[Stored dataset items]
━━━━━━━━━━━━━━━━━━━━

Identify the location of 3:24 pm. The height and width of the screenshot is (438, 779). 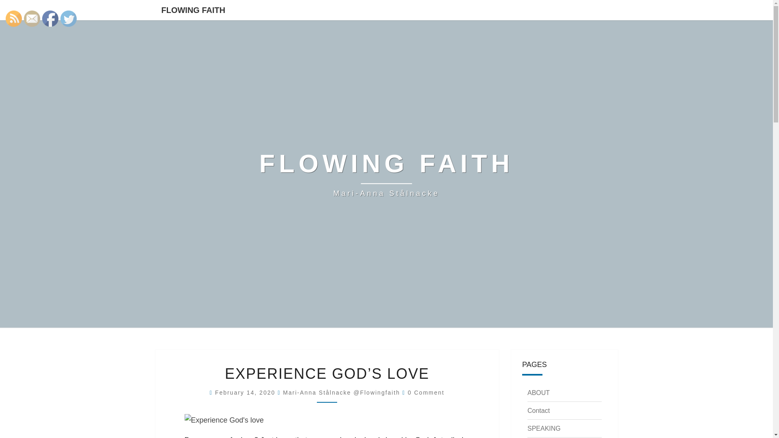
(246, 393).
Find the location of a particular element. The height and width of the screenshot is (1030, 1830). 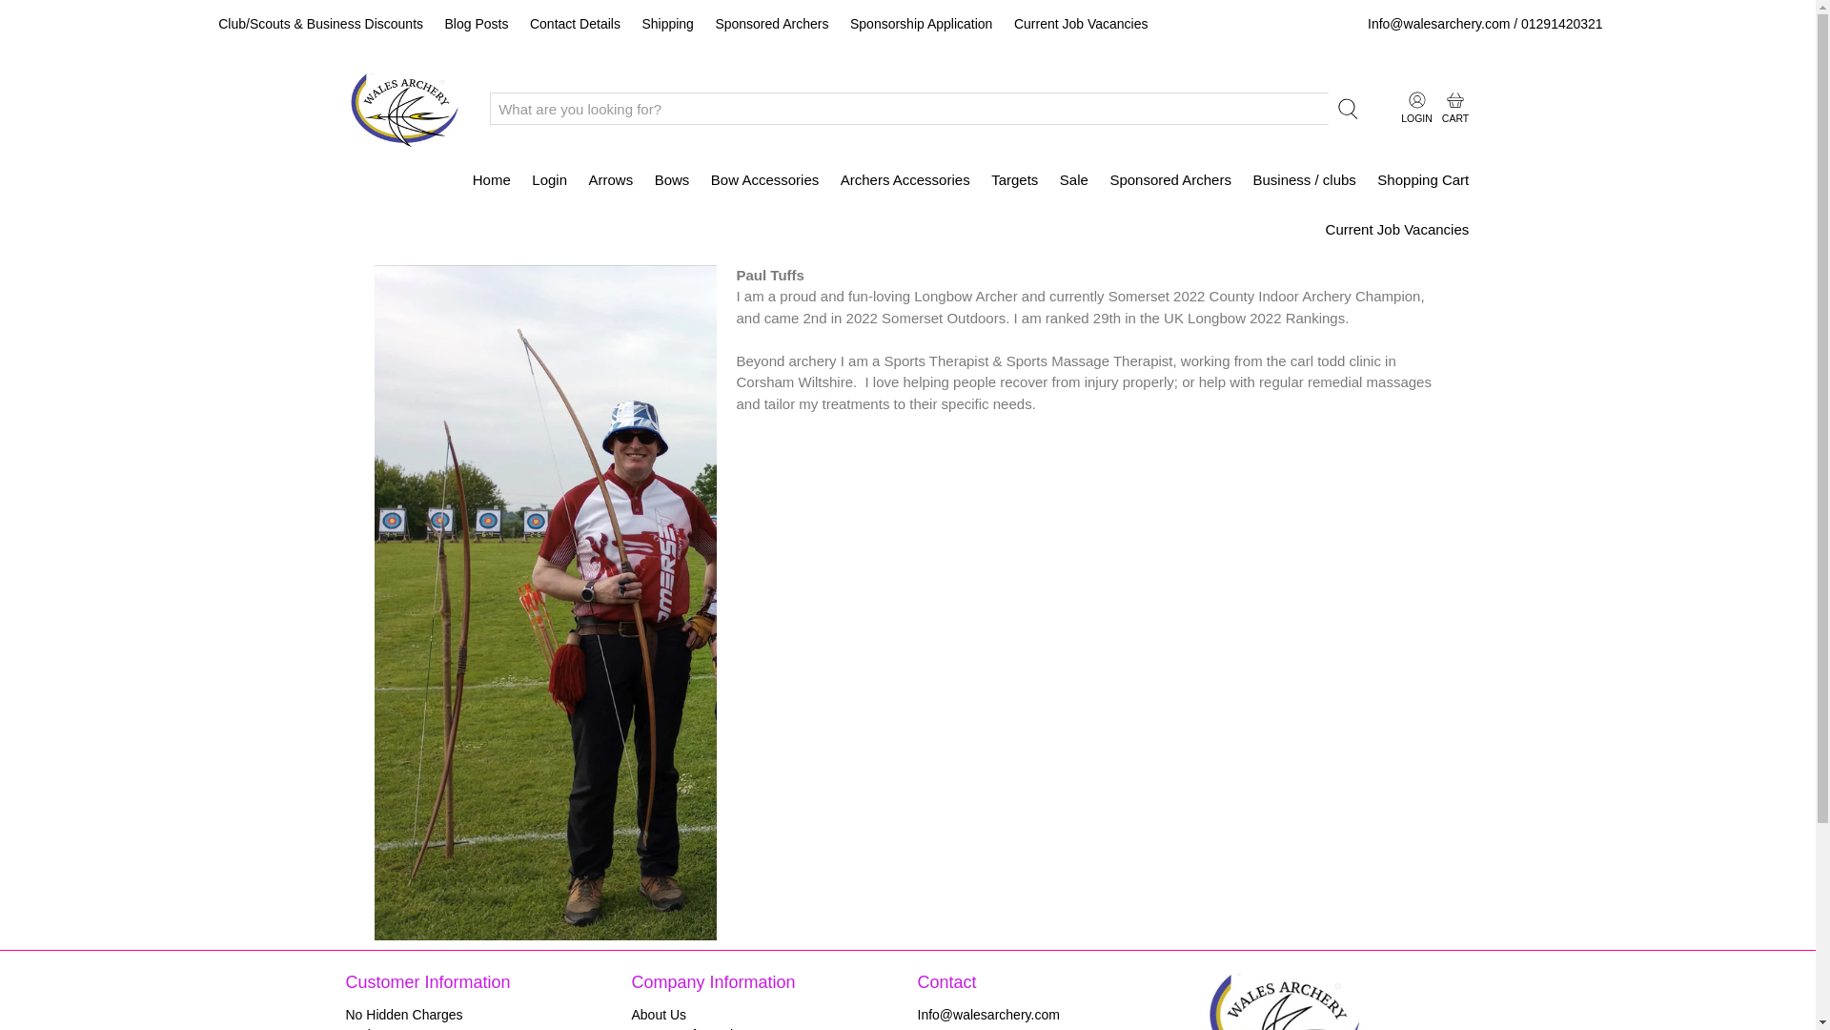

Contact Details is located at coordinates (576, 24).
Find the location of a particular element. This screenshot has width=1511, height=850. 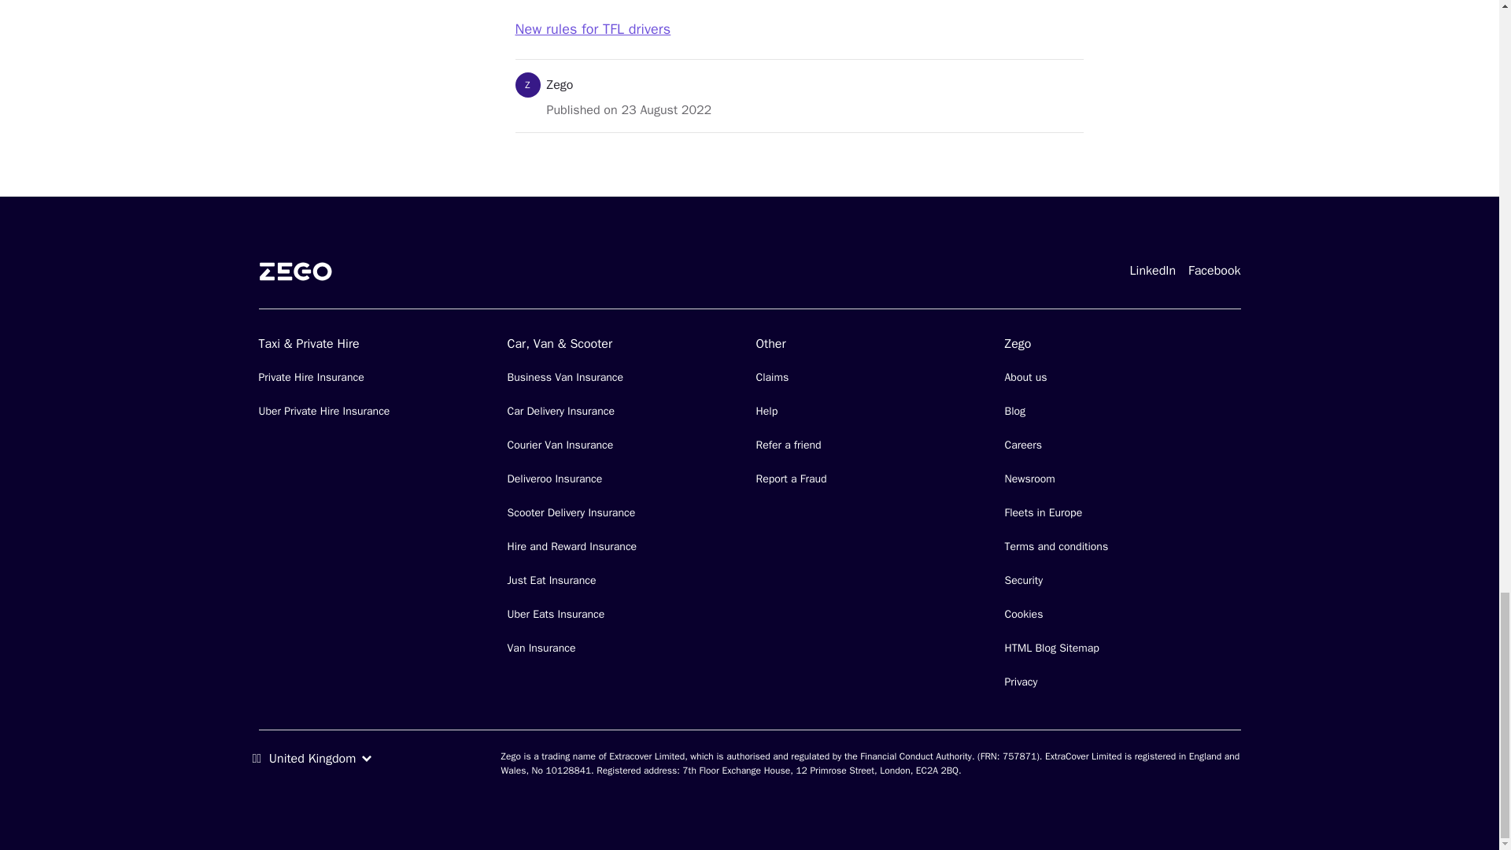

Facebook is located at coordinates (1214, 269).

━━━━━━━━━━━━━━━━━━━━

» WORK ORDER: The copy you write out must match the entries word for word, minus their pictures.

» TASK RESULT:
Identify the location of 3:24 pm. The height and width of the screenshot is (438, 779). 
(246, 393).
Find the location of a particular element. The height and width of the screenshot is (1030, 1830). 

Contact Details is located at coordinates (576, 24).
Find the location of a particular element. This screenshot has width=1511, height=850. 

Facebook is located at coordinates (1214, 269).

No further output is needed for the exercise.